How often do you wonder where the products in your home come from or where your food is grown?

And, did that product or food supply chain contribute to deforestation? As populations grow and demand more, the production systems behind food and household items are increasingly encroaching on vital forests and ecosystems in order to meet demand.

The complexity of our modern supply chains has proven to be a challenge for tracking products back to the point of production. Many of the current traceability systems are inefficient, paper-based, and open to fraud, which limits application and allows goods from illegally deforested sources to slip into markets, often unnoticed. Yet, without traceability we cannot know where the food or products come from. Building credible, transparent traceability systems is essential to tackling commodity-driven forest loss and protecting our planet’s biodiversity.

The Moore Foundation’s Conservation and Markets Initiative team, in partnership with World Forest ID, is tackling the opacity of our vast, tangled global supply chains. World Forest ID operates at the intersection of science and law, developing the data and tools necessary to trace a range of forest-connected products, like timber, soy, and cocoa, back to their origins. This work supports policy efforts to combat illicit trade, enhance corporate transparency, promote nature-based climate solutions, and drive systemic change.

Our partnership with World Forest ID focuses on the critical area of food traceability.

Using the tools and approaches they developed for plant-based products, World Forest ID will test to see if these tools can also be successfully applied in the traceability of animal protein. All organisms have chemical, genetic, and anatomical signatures that are specific to their species and production origin. These chemical and genetic features change across landscape and are influenced by climatic and environmental drivers. As a result, World Forest ID has been able to use Stable Isotope Ratio Analysis (SIRA) and Trace Element Analysis (TEA) to validate the origins of plant-based products without having to trace them through the entire supply chain.

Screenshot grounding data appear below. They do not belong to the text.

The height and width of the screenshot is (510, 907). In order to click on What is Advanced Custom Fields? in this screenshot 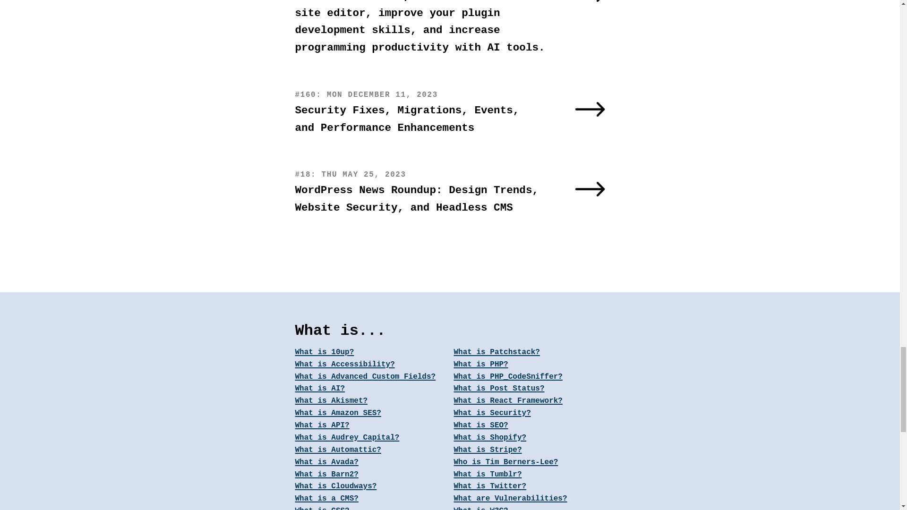, I will do `click(370, 378)`.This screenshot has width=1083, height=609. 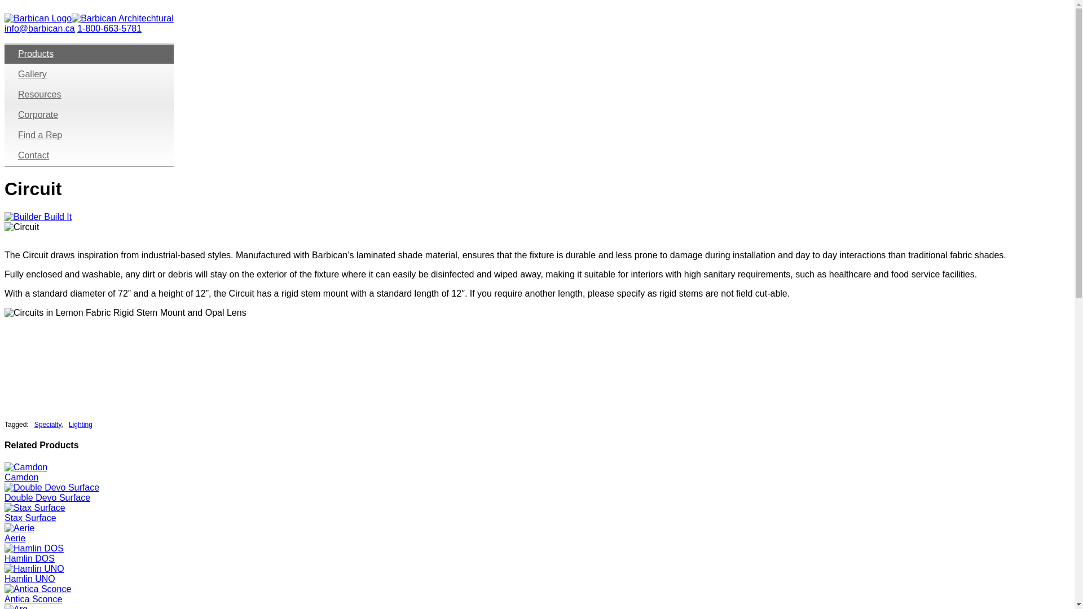 What do you see at coordinates (89, 95) in the screenshot?
I see `Resources` at bounding box center [89, 95]. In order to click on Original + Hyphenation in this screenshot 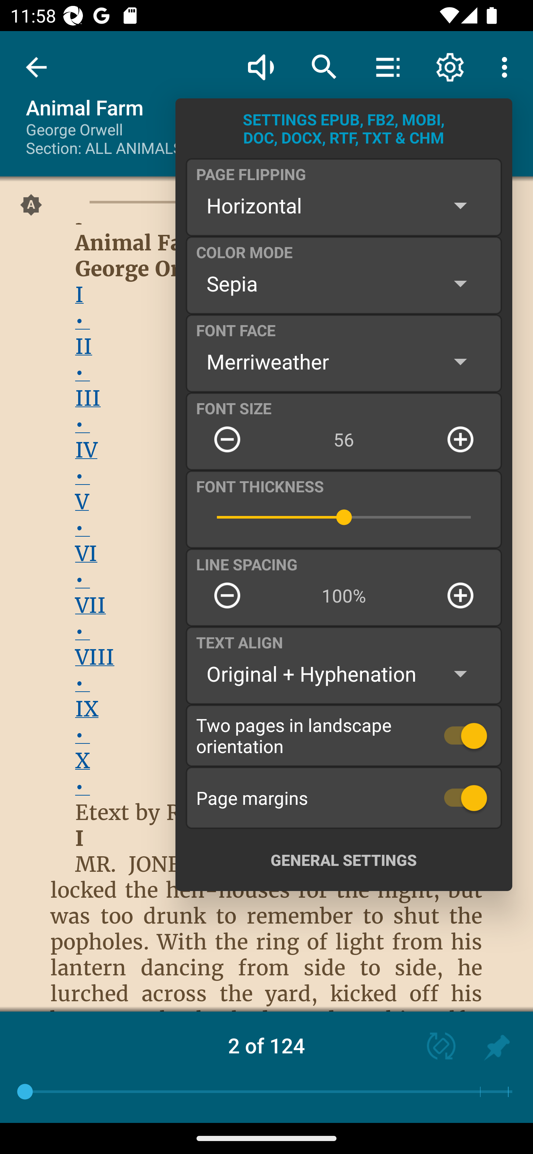, I will do `click(343, 674)`.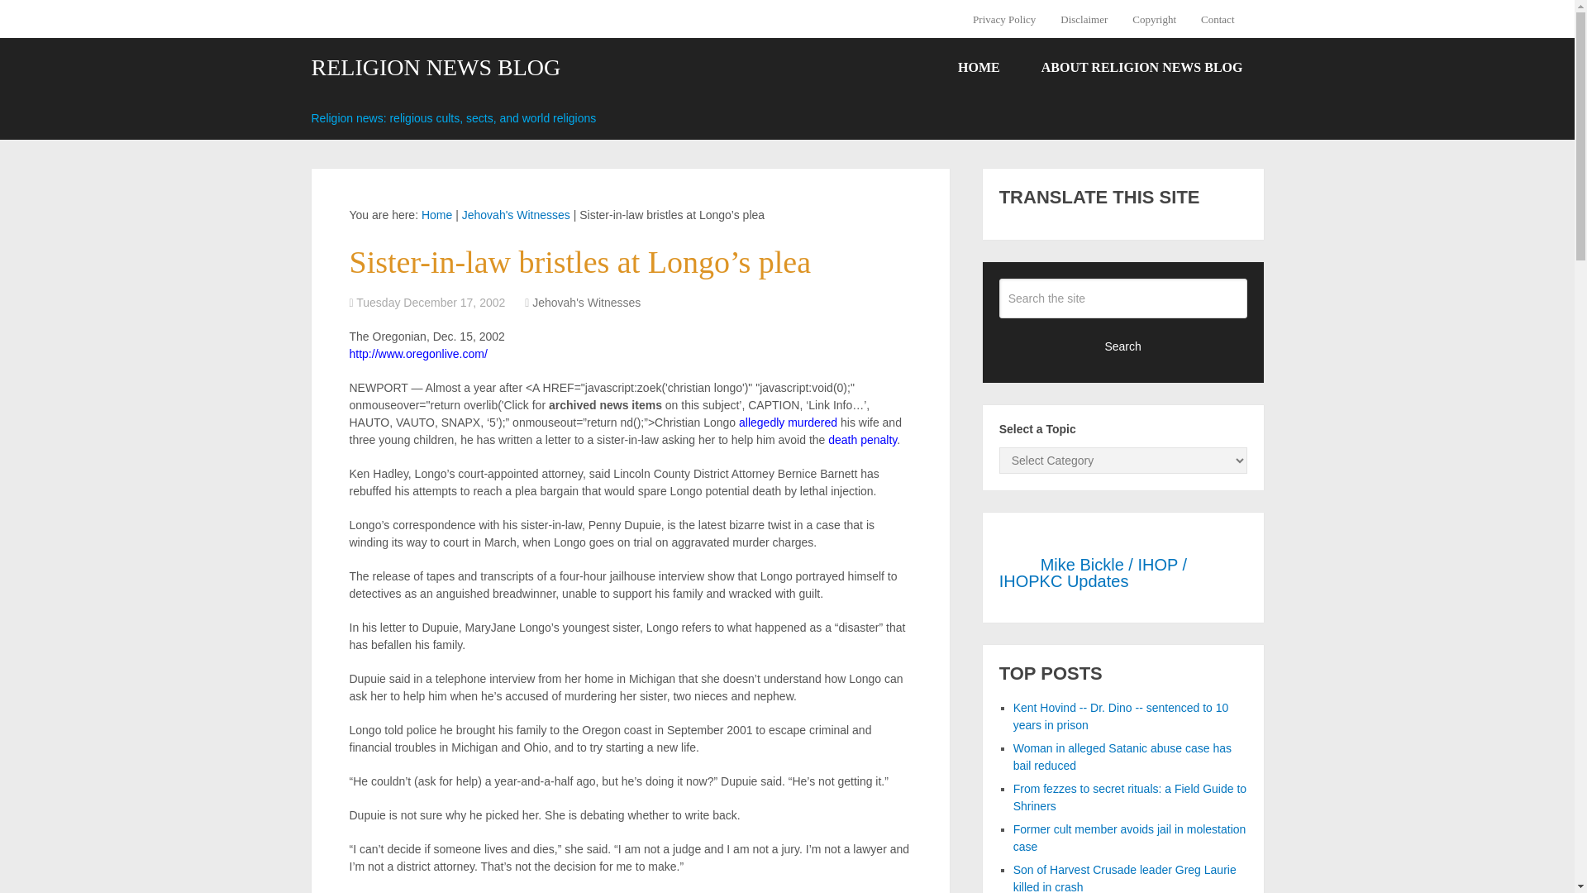  What do you see at coordinates (1154, 19) in the screenshot?
I see `Copyright` at bounding box center [1154, 19].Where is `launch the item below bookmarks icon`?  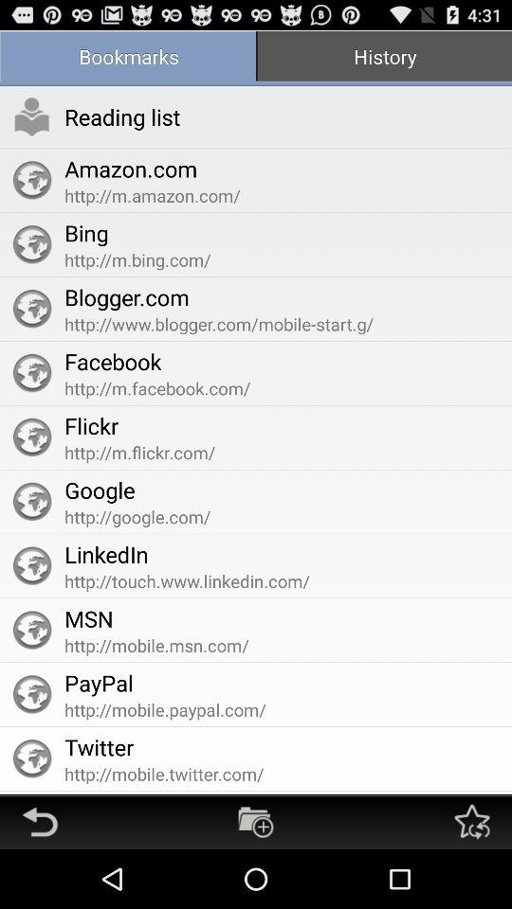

Fishing net of shrimp collection in Thailand; credit: World Forest IDIMAGE: Shrimp collection net in Thailand. Credit: World Forest ID

This pilot project will enable World Forest ID to evaluate the viability and credibility of using SIRA and TEA for tracing animal protein back to the production source, focusing on farmed shrimp as the test protein in a multi-region approach. The pilot project will also allow World Forest ID to explore whether recent mangrove deforestation has a recognizable chemical signal. Combined within an artificial intelligence model, these techniques generate a distinct “chemical fingerprint” that links shrimp to specific locations. The project is focused on evaluating both the effectiveness and the resolution these methods can achieve.

The use of robust scientific traceability techniques across an expanding range of commodities is vital for maintaining transparent supply chains and ensuring sustainable, legal, and ethical sourcing practices. These data models can assist in identifying where products come from and help companies stay compliant in terms of how they trade. This type of innovative technology may prove to be a viable alternative to tracking products through their supply chains throughout their production journey, especially given the current complex and opaque nature of food supply chains.